Thanks to core parking, it appears that single-threaded benchmarks are in fact being kept on one CCX - most of the time. So, even if they are frequently moved between cores, they only suffer context switching and extra L2 misses, which hit in the L3 cache instead. That's a relatively minor problem, and Ryzen is well-equipped to deal with it since its L3 cache is high-bandwidth and reasonably low-latency.
With a full multi-threaded benchmark which uses all available cores (virtual and otherwise), the scheduler doesn't move threads around because there are no idle cores to move them to. Context-switch overhead and excess cache misses go away. Furthermore, most workloads of this type are "embarrassingly parallelisable" which means very little communication between threads is necessary for correct results - mostly "I've finished this batch" and "Here's another one to work on". Inter-CCX traffic therefore remains low, and Ryzen still performs very well.
Games don't cleanly fall into either of the above categories. Modern game engines are multithreaded to some degree, but they generally can't keep all 16 hardware threads busy at once, yet they *can* keep the CPU busy enough for many (if not all) cores to be unparked. Worse, they are not running clean, uniform, embarrassingly-parallelisable algorithms, but a heterogeneous mixture of producers and consumers which are *constantly* communicating and synchronising among themselves. This, for Ryzen, is the worst-case scenario.
And that's why we're talking about the problem in these terms - if we can tame Windows' scheduler, Ryzen will run faster in games.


In this exercise, every entry below is to be reproduced word for word.
START Data to use
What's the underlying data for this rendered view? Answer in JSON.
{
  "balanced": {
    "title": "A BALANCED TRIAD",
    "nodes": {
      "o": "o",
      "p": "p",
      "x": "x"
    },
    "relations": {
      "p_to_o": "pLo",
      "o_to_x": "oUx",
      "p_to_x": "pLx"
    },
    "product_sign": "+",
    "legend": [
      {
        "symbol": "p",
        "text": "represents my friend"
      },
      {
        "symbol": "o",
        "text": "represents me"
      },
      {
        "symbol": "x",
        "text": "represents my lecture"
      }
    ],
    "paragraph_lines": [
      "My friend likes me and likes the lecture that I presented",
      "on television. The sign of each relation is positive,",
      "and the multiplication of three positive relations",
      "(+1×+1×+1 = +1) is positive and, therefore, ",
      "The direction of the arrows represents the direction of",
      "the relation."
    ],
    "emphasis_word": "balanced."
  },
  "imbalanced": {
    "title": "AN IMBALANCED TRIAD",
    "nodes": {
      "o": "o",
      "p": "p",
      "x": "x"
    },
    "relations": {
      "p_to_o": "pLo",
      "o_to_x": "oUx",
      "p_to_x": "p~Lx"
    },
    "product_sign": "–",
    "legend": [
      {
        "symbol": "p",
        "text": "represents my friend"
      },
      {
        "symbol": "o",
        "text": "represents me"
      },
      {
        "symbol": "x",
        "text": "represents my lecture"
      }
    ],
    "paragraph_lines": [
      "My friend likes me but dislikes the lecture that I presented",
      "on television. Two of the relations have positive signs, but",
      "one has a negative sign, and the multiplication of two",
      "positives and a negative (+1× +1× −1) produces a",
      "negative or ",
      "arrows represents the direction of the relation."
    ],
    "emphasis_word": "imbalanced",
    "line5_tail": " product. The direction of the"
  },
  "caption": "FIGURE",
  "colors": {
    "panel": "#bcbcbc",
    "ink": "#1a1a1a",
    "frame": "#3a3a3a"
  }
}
END Data to use
Task solution:
What's the underlying data for this rendered view? Answer in JSON.
{
  "balanced": {
    "title": "A BALANCED TRIAD",
    "nodes": {
      "o": "o",
      "p": "p",
      "x": "x"
    },
    "relations": {
      "p_to_o": "pLo",
      "o_to_x": "oUx",
      "p_to_x": "pLx"
    },
    "product_sign": "+",
    "legend": [
      {
        "symbol": "p",
        "text": "represents my friend"
      },
      {
        "symbol": "o",
        "text": "represents me"
      },
      {
        "symbol": "x",
        "text": "represents my lecture"
      }
    ],
    "paragraph_lines": [
      "My friend likes me and likes the lecture that I presented",
      "on television. The sign of each relation is positive,",
      "and the multiplication of three positive relations",
      "(+1×+1×+1 = +1) is positive and, therefore, ",
      "The direction of the arrows represents the direction of",
      "the relation."
    ],
    "emphasis_word": "balanced."
  },
  "imbalanced": {
    "title": "AN IMBALANCED TRIAD",
    "nodes": {
      "o": "o",
      "p": "p",
      "x": "x"
    },
    "relations": {
      "p_to_o": "pLo",
      "o_to_x": "oUx",
      "p_to_x": "p~Lx"
    },
    "product_sign": "–",
    "legend": [
      {
        "symbol": "p",
        "text": "represents my friend"
      },
      {
        "symbol": "o",
        "text": "represents me"
      },
      {
        "symbol": "x",
        "text": "represents my lecture"
      }
    ],
    "paragraph_lines": [
      "My friend likes me but dislikes the lecture that I presented",
      "on television. Two of the relations have positive signs, but",
      "one has a negative sign, and the multiplication of two",
      "positives and a negative (+1× +1× −1) produces a",
      "negative or ",
      "arrows represents the direction of the relation."
    ],
    "emphasis_word": "imbalanced",
    "line5_tail": " product. The direction of the"
  },
  "caption": "FIGURE",
  "colors": {
    "panel": "#bcbcbc",
    "ink": "#1a1a1a",
    "frame": "#3a3a3a"
  }
}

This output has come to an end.